After conquering and revolutionizing Instagram with its sports highlights videos to the tune of 10.8 million followers, Bleacher Report’s House of Highlights— and its creator Omar Raja— has its sights set on Twitter.
Raja will host the debut episode of a monthly 75-minute long Twitter Live show Thursday night at 8 PM ET with co-host and best friend CJ Toledano, a former writer for Conan O’Brien and Jimmy Fallon and a member of B/R’s social team. The show will air from Bleacher Report’s offices in NYC at a special House of Highlights studio created specifically for the show. The show’s first guest will be NBA player and social media darling Nick Young.
Awful Announcing spoke with House of Highlights General Manager Doug Bernstein, who discovered Raja and hired him for B/R, about how Bleacher Report is trying to make HoH and Raja a media brand and not just a popular Instagram feed for sports fans in their teens and early 20s. And that starts with Raja, someone Bernstein dared to compare to Bill Simmons, a modern sports media brand-building pioneer.
“He’s just somebody that we’re very lucky to have found that has the ability to go from behind the camera, behind the scenes, to front-facing talent,” Bernstein said. “You knew Bill Simmons first as a kind of anonymous person, The Sports Guy. Then you kind of knew Bill Simmons by name, and then you started to see Bill Simmons in front of the camera. I think Omar’s kind of on a similar trajectory.”
There’s obviously an enormous difference between operating and curating an Instagram account, and Bleacher Report has been trying to prepare Raja by doing run-throughs and practice runs of the show over the last couple of months, Bernstein said.
“He’s a natural at it,” Bernstein said. “If you’ve heard him on podcasts or heard him in interviews before, he kind of has a natural charisma. And that’s something that I think really shows up on camera.”
In running the Instagram feed, Raja’s been forced to write witty and clever captions, ideas and reactions to games and news as it’s happening, Bernstein said, forcing him to be on his toes for the past four or five years.
“And while writing captions is funny, being relatable is something that definitely translates, and it’s something he’s definitely been honing,” Bernstein said.
Over time, Raja appeared more on HoH’s Instagram stories and then continued in front of the camera for some branded content.
The Twitter Live show, with McDonald’s as the presenting sponsor, isn’t trying to be a traditional host-analyst-guest setup and is more about “taking the audience and the celebrity into the world of House of Highlights and enjoying that fun atmosphere,” Bernstein said.
Young is expected to be on the show for 45-60 minutes, talking about HoH, the NBA, the TNT early game, and whatever else is going on in sports. Bernstein thinks the show, which will be on one Thursday night each month, is perfectly suited to be a user’s second screen to go with an NBA game or Thursday Night Football.
“If you’re watching that TNT game and you’re a real basketball fan, you’re most likely going to be on Twitter following the action on your second screen,” Bernstein said.
The second screen live show will be in direct competition with another Turner-owned offering, Kevin Garnett’s Area 21 show. But Bernstein doesn’t see that as a conflict, and hopes that people will turn to TNT and Area 21 after the B/R show ends.
The House of Highlights show with @OmarHoH & @CJToledano starts tomorrow featuring @NickSwagyPYoung. 👀🔥
Tune in at 8 PM and tweet questions with #AskHOH to be featured on the show! pic.twitter.com/dkOeIPmVfx
— House of Highlights (@HoHighlights) October 24, 2018
House of Highlights has been primarily known as an Instagram account, but has slowly been focusing on other platforms this year. HoH on YouTube has about 375,000 subscribers since it first launched in late January. Now they’re really concentrating their efforts on Twitter.
Bleacher Report wants to be around where Gen-Z consumes its sports. The first place it thought Gen-Z would turn to is Instagram, where Raja made his name as an early adopter in terms of posting sports highlights.
With YouTube, they realized a younger audience wanted to watch longer form clips and highlights the next morning. And Instagram isn’t where consumers turn to for live content, Bernstein learned.
“Live sport consumption and second screen are really happening on Twitter,” he said. “You might check your Instagram every five minutes, but you’ll check your Twitter five times in one minute and you’ll be scrolling. We really wanted to be in that live sports consumption space for a young audience.”
Though Bleacher Report doesn’t want to project how many viewers the live shows will get, Bernstein said the HoH audience has responded well so far to its multi-platform expansion. That continues with Twitter, where it has a little over 45,000 followers.
Thursday’s Twitter Live show will be the culmination of turning Raja into a front-facing talent and HoH into a mainstream brand.
“People have been eager to experience Omar and House of Highlights in a more real way,” Bernstein said, “and this is the opportunity to do that.”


Directions: Return each entry word for word, without its pictures.

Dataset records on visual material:
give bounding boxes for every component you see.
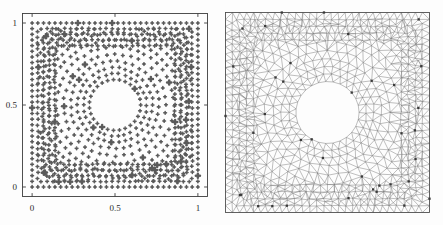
data-point [154, 73, 158, 77]
data-point [144, 185, 148, 189]
data-point [87, 21, 91, 25]
data-point [53, 86, 57, 90]
data-point [179, 21, 183, 25]
data-point [145, 123, 149, 127]
data-point [121, 53, 125, 57]
data-point [144, 103, 148, 107]
data-point [78, 89, 82, 93]
data-point [190, 21, 194, 25]
data-point [72, 133, 76, 137]
data-point [30, 77, 34, 81]
data-point [150, 158, 154, 162]
data-point [173, 185, 177, 189]
data-point [128, 82, 132, 86]
point-distribution-canvas [0, 0, 222, 225]
data-point [64, 21, 68, 25]
data-point [64, 185, 68, 189]
data-point [133, 21, 137, 25]
data-point [89, 58, 93, 62]
data-point [190, 47, 194, 51]
mesh-node-marker [257, 205, 259, 207]
data-point [47, 185, 51, 189]
mesh-node-marker [408, 180, 410, 182]
data-point [47, 91, 51, 95]
data-point [184, 82, 188, 86]
data-point [30, 38, 34, 42]
data-point [184, 76, 188, 80]
data-point [190, 30, 194, 34]
data-point [111, 128, 115, 132]
data-point [80, 26, 84, 30]
data-point [96, 136, 100, 140]
data-point [76, 185, 80, 189]
data-point [99, 21, 103, 25]
data-point [74, 156, 78, 160]
data-point [122, 146, 126, 150]
data-point [67, 178, 74, 185]
data-point [123, 67, 127, 71]
data-point [76, 126, 80, 130]
data-point [55, 178, 62, 185]
data-point [161, 21, 165, 25]
data-point [196, 157, 200, 161]
data-point [87, 100, 91, 104]
data-point [134, 27, 138, 31]
data-point [190, 82, 194, 86]
data-point [123, 138, 127, 142]
data-point [116, 27, 120, 31]
data-point [36, 135, 40, 139]
data-point [139, 21, 143, 25]
data-point [82, 96, 86, 100]
data-point [166, 154, 170, 158]
data-point [30, 134, 34, 138]
data-point [185, 165, 189, 169]
data-point [196, 100, 200, 104]
data-point [47, 143, 51, 147]
data-point [142, 52, 146, 56]
data-point [146, 131, 150, 135]
data-point [30, 151, 34, 155]
data-point [69, 98, 73, 102]
data-point [157, 97, 161, 101]
data-point [86, 32, 90, 36]
data-point [35, 47, 39, 51]
data-point [122, 133, 126, 137]
data-point [135, 73, 139, 77]
data-point [90, 43, 94, 47]
data-point [110, 134, 114, 138]
data-point [173, 21, 177, 25]
data-point [98, 144, 102, 148]
data-point [139, 185, 143, 189]
data-point [185, 47, 189, 51]
data-point [150, 66, 154, 70]
data-point [75, 57, 79, 61]
data-point [144, 96, 148, 100]
data-point [147, 162, 151, 166]
data-point [190, 176, 194, 180]
data-point [141, 91, 145, 95]
data-point [149, 56, 153, 60]
data-point [181, 27, 185, 31]
data-point [30, 43, 34, 47]
data-point [156, 112, 160, 116]
data-point [138, 109, 142, 113]
x-tick-label-0.5: 0.5 [109, 204, 120, 213]
data-point [39, 180, 43, 184]
mesh-node-marker [414, 158, 416, 160]
data-point [181, 179, 185, 183]
data-point [68, 151, 72, 155]
data-point [47, 21, 51, 25]
data-point [195, 172, 202, 179]
data-point [105, 152, 109, 156]
data-point [76, 76, 83, 83]
data-point [30, 117, 34, 121]
data-point [131, 85, 138, 92]
data-point [179, 185, 183, 189]
data-point [133, 185, 137, 189]
data-point [113, 52, 117, 56]
data-point [142, 137, 146, 141]
mesh-node-marker [282, 80, 284, 82]
data-point [119, 38, 123, 42]
data-point [196, 27, 200, 31]
data-point [115, 59, 119, 63]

Answer to the exercise:
give bounding boxes for every component you see.
data-point [154, 73, 158, 77]
data-point [144, 185, 148, 189]
data-point [87, 21, 91, 25]
data-point [53, 86, 57, 90]
data-point [179, 21, 183, 25]
data-point [145, 123, 149, 127]
data-point [121, 53, 125, 57]
data-point [144, 103, 148, 107]
data-point [78, 89, 82, 93]
data-point [190, 21, 194, 25]
data-point [72, 133, 76, 137]
data-point [30, 77, 34, 81]
data-point [150, 158, 154, 162]
data-point [173, 185, 177, 189]
data-point [128, 82, 132, 86]
point-distribution-canvas [0, 0, 222, 225]
data-point [64, 21, 68, 25]
data-point [64, 185, 68, 189]
data-point [133, 21, 137, 25]
data-point [89, 58, 93, 62]
data-point [190, 47, 194, 51]
mesh-node-marker [257, 205, 259, 207]
data-point [47, 185, 51, 189]
mesh-node-marker [408, 180, 410, 182]
data-point [47, 91, 51, 95]
data-point [184, 82, 188, 86]
data-point [30, 38, 34, 42]
data-point [184, 76, 188, 80]
data-point [190, 30, 194, 34]
data-point [111, 128, 115, 132]
data-point [80, 26, 84, 30]
data-point [96, 136, 100, 140]
data-point [76, 185, 80, 189]
data-point [99, 21, 103, 25]
data-point [74, 156, 78, 160]
data-point [122, 146, 126, 150]
data-point [67, 178, 74, 185]
data-point [123, 67, 127, 71]
data-point [76, 126, 80, 130]
data-point [55, 178, 62, 185]
data-point [161, 21, 165, 25]
data-point [196, 157, 200, 161]
data-point [87, 100, 91, 104]
data-point [134, 27, 138, 31]
data-point [190, 82, 194, 86]
data-point [123, 138, 127, 142]
data-point [116, 27, 120, 31]
data-point [36, 135, 40, 139]
data-point [139, 21, 143, 25]
data-point [82, 96, 86, 100]
data-point [166, 154, 170, 158]
data-point [30, 134, 34, 138]
data-point [185, 165, 189, 169]
data-point [196, 100, 200, 104]
data-point [47, 143, 51, 147]
data-point [142, 52, 146, 56]
data-point [146, 131, 150, 135]
data-point [30, 151, 34, 155]
data-point [69, 98, 73, 102]
data-point [157, 97, 161, 101]
data-point [86, 32, 90, 36]
data-point [35, 47, 39, 51]
data-point [122, 133, 126, 137]
data-point [135, 73, 139, 77]
data-point [90, 43, 94, 47]
data-point [110, 134, 114, 138]
data-point [173, 21, 177, 25]
data-point [98, 144, 102, 148]
data-point [139, 185, 143, 189]
data-point [185, 47, 189, 51]
data-point [150, 66, 154, 70]
data-point [75, 57, 79, 61]
data-point [144, 96, 148, 100]
data-point [147, 162, 151, 166]
data-point [190, 176, 194, 180]
data-point [141, 91, 145, 95]
data-point [149, 56, 153, 60]
data-point [181, 27, 185, 31]
data-point [30, 43, 34, 47]
data-point [156, 112, 160, 116]
data-point [138, 109, 142, 113]
x-tick-label-0.5: 0.5 [109, 204, 120, 213]
data-point [39, 180, 43, 184]
mesh-node-marker [414, 158, 416, 160]
data-point [181, 179, 185, 183]
data-point [68, 151, 72, 155]
data-point [47, 21, 51, 25]
data-point [195, 172, 202, 179]
data-point [105, 152, 109, 156]
data-point [76, 76, 83, 83]
data-point [30, 117, 34, 121]
data-point [131, 85, 138, 92]
data-point [179, 185, 183, 189]
data-point [133, 185, 137, 189]
data-point [113, 52, 117, 56]
data-point [142, 137, 146, 141]
mesh-node-marker [282, 80, 284, 82]
data-point [119, 38, 123, 42]
data-point [196, 27, 200, 31]
data-point [115, 59, 119, 63]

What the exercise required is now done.